Reporters on the Job

Cultural snapshot

• NEW WORDS IN ZAMBIA: Reporter Nicole Itano found out just how difficult it is to debate an issue like genetic modification in a country like Zambia (page 1) when she went out to a rural area outside the capital of Lusaka to speak to people suffering from the current food shortages. She asked her guide, a local pastor whose organization is helping to deliver food, to ask a woman whether she would eat genetically modified food. The pastor who was helping translate, wasn't even sure how to ask the question. "None of the people there knew what a gene or DNA is," she told Nicole. "There aren't words for that in their languages."

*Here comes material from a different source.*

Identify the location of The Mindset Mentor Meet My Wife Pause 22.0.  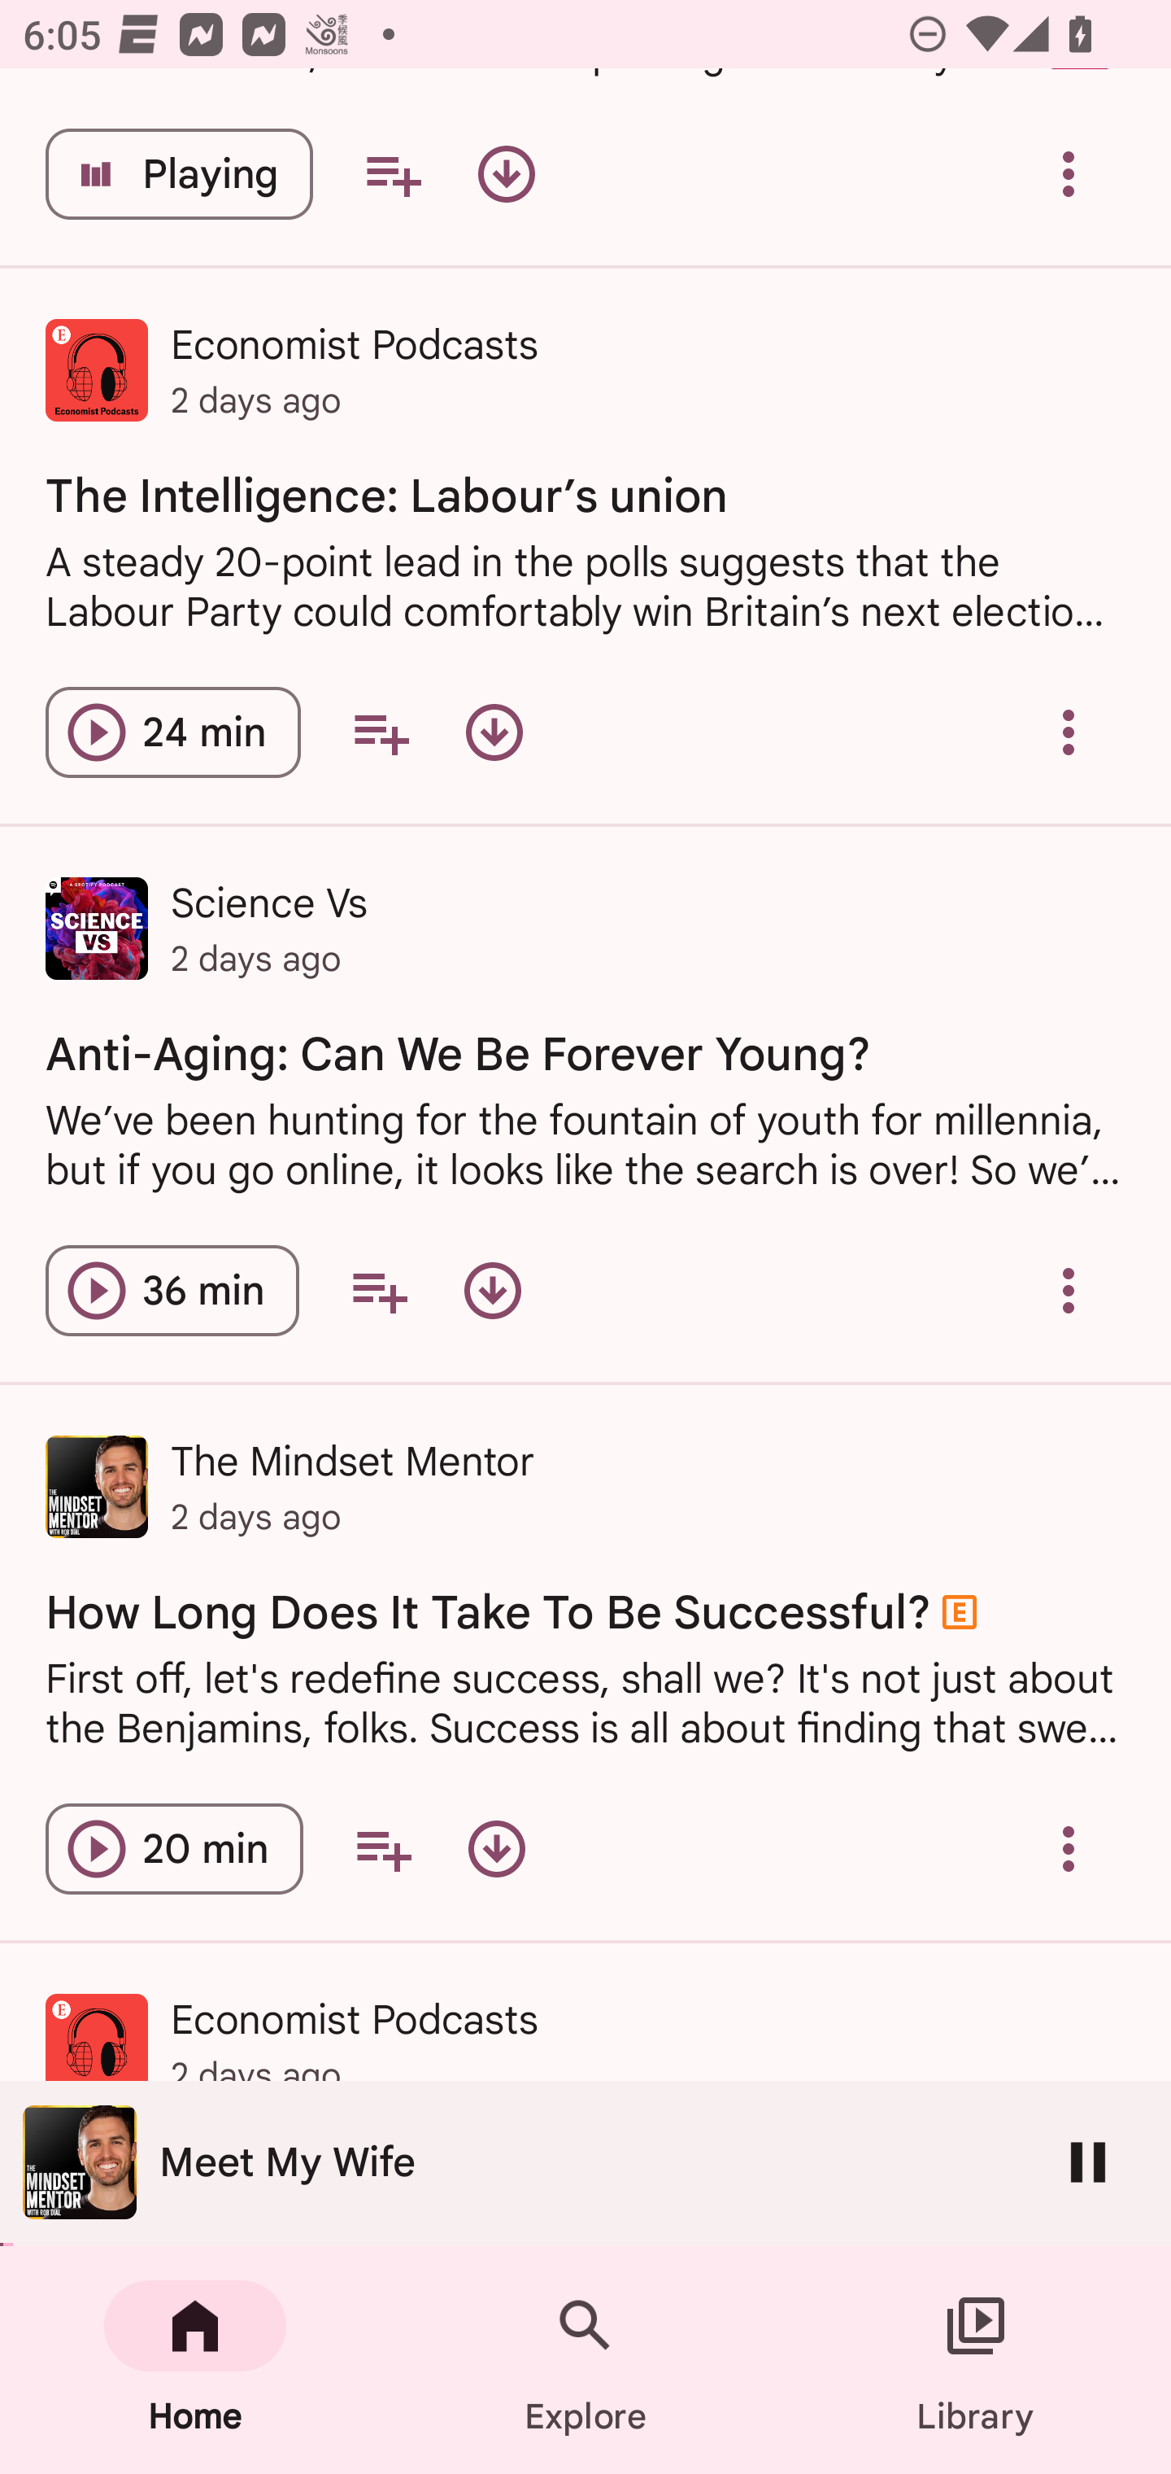
(586, 2162).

• GONE TANK HUNTING: While reporter David Buchbinder was researching the underground weapons market in Afghanistan (page 7), he heard rumors of some arms merchant burying a tank. But when he tried to verify the rumor, he didn't get very far. "We asked about it in a remote area northwest of Bagram, and people looked at us funny," David says. But his driver quickly got cold feet. "He was terrified. He told me, 'Look, these people would kill each other for money, they would even kill their own brother.' " They eventually gave up and went back to Kabul.

David Clark Scott
World editor

Follow-up on a Monitor Story

• NO NEW MEXICO CITY AIRPORT: The $2.3 billion plan to build a new airport in Mexico City, as reported in the Monitor on July 30, has been cancelled. But the leaders of the violent protest against the airport have pledged to create a Zapatista rebel-style "autonomous government" in the town of Atenco on the eastern edge of Mexico City. Protest leader Ignacio del Valle said Friday that the radical movement "had only just begun," despite the decision by the federal government to meet the protesters' main demand: to stop the airport project.